Your email provider performs a well-known example of classification analysis: they use algorithms that can classify your email as legitimate or mark it as spam. This is done based on data that is linked with the email or the information that is in the email, for example, certain words or attachments that indicate spam.

Regression Analysis

Regression analysis tries to define the dependency between variables. It assumes a one-way causal effect from one variable to the response of another variable. Independent variables can be affected by each other, but it does not mean that this dependency is both ways as is the case with correlation analysis. A regression analysis can show that one variable is dependent on another but not vice-versa.

Regression analysis is used to determine different levels of customer satisfactions and how they affect customer loyalty and how service levels can be affected by for example the weather. A more concrete example is that a regression analysis can help you find the love of your life on an online dating website.

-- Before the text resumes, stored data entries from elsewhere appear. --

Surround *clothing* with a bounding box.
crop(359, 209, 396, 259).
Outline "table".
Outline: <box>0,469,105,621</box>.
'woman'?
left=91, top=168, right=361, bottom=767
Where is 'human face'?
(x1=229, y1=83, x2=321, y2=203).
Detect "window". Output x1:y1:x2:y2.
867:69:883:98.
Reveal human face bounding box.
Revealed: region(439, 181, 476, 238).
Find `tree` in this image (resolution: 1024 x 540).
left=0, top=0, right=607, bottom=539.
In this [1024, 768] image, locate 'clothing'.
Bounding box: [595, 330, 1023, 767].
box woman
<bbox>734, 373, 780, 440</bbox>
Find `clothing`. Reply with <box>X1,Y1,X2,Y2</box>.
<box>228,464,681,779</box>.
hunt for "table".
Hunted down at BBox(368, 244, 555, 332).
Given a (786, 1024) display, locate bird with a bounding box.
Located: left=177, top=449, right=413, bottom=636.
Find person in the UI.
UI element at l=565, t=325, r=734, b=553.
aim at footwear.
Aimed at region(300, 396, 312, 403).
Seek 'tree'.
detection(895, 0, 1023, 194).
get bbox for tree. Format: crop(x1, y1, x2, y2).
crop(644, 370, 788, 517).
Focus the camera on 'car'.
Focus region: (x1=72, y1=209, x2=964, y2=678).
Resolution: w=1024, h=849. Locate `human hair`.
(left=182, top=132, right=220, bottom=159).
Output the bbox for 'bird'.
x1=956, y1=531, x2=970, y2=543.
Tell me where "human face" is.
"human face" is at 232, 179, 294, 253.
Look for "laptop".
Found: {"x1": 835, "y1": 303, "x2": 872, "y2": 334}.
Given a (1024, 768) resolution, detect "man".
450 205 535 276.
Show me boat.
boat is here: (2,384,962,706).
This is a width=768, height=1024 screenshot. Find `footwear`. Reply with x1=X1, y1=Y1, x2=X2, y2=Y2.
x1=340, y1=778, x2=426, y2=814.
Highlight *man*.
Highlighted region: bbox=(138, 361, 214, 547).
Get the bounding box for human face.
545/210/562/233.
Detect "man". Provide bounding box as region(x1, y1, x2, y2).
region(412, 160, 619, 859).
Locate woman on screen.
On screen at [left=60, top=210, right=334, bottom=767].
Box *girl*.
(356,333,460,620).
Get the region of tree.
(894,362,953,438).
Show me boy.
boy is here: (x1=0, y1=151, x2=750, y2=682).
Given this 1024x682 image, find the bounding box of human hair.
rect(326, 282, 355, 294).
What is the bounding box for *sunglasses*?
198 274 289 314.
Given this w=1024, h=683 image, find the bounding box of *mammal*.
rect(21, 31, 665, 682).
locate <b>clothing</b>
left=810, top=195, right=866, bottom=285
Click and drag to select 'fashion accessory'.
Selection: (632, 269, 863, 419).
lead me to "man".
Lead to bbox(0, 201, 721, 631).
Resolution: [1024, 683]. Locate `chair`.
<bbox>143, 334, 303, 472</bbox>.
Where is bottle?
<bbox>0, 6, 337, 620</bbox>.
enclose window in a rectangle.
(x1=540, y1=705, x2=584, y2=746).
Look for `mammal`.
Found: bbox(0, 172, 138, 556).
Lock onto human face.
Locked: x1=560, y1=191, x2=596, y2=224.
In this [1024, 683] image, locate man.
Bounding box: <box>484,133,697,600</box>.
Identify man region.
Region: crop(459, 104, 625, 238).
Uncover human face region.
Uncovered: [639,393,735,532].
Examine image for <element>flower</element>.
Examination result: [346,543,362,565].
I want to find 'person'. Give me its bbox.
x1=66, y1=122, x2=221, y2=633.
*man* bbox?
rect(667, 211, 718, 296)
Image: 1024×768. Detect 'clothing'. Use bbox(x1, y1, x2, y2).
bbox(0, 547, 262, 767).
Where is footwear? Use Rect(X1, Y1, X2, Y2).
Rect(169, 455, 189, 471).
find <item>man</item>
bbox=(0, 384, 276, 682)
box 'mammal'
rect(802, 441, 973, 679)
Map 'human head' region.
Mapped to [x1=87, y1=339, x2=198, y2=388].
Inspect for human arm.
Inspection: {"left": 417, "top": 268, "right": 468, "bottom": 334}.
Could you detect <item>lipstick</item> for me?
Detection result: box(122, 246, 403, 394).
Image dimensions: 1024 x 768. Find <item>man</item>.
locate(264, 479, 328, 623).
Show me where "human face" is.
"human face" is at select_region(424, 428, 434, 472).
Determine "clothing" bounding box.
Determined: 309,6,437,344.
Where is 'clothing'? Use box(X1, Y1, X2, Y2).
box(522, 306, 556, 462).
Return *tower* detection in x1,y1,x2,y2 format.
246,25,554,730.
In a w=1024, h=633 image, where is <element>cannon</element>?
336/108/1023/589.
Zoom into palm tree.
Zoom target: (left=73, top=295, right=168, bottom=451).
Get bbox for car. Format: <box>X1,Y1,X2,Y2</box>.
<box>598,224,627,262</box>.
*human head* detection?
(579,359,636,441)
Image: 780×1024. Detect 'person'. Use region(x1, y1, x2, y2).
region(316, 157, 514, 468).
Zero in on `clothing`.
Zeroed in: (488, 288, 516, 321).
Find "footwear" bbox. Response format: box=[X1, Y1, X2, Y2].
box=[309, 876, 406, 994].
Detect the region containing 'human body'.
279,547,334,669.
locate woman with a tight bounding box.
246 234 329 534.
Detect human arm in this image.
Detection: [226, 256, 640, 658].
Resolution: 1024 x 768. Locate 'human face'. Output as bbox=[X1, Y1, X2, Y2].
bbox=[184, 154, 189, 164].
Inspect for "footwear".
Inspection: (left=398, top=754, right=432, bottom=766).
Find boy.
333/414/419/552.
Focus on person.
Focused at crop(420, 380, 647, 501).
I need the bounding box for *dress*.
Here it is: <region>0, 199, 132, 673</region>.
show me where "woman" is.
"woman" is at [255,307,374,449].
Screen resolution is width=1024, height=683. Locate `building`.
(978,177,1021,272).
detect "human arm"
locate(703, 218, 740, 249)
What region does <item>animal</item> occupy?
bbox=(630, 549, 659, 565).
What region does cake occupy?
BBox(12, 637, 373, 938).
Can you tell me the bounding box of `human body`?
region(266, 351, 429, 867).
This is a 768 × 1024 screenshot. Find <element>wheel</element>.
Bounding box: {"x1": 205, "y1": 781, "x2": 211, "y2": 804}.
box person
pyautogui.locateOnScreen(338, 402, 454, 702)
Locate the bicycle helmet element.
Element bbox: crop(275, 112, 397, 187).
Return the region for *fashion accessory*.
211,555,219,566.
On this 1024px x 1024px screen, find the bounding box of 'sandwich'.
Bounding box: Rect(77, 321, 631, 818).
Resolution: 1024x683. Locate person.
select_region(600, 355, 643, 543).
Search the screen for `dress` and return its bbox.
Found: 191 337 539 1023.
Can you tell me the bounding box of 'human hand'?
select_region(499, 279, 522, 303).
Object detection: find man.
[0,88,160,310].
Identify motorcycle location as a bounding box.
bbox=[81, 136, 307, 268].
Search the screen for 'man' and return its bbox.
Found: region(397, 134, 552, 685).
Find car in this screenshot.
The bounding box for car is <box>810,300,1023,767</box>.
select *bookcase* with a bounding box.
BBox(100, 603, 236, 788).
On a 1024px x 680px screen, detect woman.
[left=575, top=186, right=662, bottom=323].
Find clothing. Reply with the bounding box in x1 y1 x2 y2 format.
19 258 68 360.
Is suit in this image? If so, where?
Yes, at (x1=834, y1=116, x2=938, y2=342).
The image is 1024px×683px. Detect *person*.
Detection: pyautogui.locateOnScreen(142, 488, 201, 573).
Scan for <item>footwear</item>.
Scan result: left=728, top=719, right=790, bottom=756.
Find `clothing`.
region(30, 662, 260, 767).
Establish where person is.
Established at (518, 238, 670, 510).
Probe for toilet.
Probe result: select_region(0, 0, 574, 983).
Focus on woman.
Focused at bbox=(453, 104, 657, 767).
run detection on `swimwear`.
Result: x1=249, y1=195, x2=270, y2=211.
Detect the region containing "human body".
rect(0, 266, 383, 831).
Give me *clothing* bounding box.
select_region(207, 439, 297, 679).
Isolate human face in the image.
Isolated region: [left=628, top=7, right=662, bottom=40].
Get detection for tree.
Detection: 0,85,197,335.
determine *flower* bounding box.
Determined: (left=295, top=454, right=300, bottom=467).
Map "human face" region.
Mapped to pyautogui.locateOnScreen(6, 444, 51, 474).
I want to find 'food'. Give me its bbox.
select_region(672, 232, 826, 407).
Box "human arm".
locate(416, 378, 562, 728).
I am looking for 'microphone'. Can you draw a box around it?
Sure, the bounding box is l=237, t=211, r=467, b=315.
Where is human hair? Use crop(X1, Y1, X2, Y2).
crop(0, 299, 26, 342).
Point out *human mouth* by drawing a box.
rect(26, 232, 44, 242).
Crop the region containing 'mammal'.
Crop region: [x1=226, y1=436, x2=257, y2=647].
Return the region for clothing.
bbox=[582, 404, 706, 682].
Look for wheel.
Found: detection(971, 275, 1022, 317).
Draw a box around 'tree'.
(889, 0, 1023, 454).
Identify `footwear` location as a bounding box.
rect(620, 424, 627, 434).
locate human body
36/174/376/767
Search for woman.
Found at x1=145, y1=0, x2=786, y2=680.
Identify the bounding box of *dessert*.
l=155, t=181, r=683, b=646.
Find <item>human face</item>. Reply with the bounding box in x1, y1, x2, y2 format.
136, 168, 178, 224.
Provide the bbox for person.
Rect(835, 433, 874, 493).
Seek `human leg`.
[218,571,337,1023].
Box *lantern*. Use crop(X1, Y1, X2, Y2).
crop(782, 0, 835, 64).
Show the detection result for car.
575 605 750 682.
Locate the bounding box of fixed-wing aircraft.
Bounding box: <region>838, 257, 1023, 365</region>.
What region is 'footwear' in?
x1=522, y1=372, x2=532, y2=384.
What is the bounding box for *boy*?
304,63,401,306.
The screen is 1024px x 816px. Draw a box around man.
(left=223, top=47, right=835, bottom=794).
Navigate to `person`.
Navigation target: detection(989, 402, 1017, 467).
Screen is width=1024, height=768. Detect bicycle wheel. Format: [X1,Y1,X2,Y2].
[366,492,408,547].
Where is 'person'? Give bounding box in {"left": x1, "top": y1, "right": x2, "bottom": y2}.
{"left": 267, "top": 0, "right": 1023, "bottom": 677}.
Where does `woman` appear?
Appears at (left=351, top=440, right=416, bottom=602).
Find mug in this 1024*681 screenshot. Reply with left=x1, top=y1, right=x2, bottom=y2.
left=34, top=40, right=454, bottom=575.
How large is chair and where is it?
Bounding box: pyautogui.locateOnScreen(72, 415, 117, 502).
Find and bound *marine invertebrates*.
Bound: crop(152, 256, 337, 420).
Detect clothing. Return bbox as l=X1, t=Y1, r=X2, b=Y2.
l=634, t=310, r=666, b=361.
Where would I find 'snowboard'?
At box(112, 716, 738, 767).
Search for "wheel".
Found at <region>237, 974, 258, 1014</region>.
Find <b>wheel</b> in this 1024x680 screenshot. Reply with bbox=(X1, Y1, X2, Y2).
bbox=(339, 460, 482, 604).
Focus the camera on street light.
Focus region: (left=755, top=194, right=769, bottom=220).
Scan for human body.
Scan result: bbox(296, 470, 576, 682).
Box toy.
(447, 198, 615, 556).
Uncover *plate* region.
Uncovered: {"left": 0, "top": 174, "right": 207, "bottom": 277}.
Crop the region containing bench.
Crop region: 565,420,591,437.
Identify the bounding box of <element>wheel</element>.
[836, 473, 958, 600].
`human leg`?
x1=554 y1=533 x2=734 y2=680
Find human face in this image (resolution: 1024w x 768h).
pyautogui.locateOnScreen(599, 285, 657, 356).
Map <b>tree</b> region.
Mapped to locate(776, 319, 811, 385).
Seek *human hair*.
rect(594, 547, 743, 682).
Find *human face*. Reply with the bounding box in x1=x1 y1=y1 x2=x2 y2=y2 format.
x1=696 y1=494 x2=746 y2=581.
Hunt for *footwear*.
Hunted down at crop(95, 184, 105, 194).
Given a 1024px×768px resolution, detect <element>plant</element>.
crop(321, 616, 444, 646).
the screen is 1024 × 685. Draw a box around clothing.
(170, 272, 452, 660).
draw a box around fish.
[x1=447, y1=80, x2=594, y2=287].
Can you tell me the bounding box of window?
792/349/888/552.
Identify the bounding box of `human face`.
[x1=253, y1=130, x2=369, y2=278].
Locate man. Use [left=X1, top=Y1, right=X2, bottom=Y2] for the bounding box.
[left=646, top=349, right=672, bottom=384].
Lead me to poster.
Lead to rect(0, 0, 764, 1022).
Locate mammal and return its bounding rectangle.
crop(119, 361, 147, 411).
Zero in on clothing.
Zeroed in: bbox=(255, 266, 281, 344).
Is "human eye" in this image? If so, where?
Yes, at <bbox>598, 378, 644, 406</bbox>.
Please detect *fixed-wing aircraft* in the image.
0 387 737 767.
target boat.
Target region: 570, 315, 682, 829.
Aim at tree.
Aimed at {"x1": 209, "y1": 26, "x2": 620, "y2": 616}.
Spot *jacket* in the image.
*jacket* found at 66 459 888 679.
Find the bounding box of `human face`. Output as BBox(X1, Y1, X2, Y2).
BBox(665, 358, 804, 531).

Data mining can help organisations and scientists to find and select the most important and relevant information. This information can be used to create models that enable predictions how people or systems will behave so you can anticipate on it. The more data you have, the better the models will become that you can create using the data mining techniques, resulting in more business value for your organisation.

Categories: Big Data
Tags: analysis, analytics, anomaly detection, association rule learning, Big Data, big data strategy, clustering, Data, data mining, outlier, regression

About Dr Mark van Rijmenam

Dr Mark van Rijmenam, CSP is a leading strategic futurist keynote speaker who thinks about how technology changes organisations, society and the metaverse. He is known as The Digital Speaker, and he is a 5x author and entrepreneur.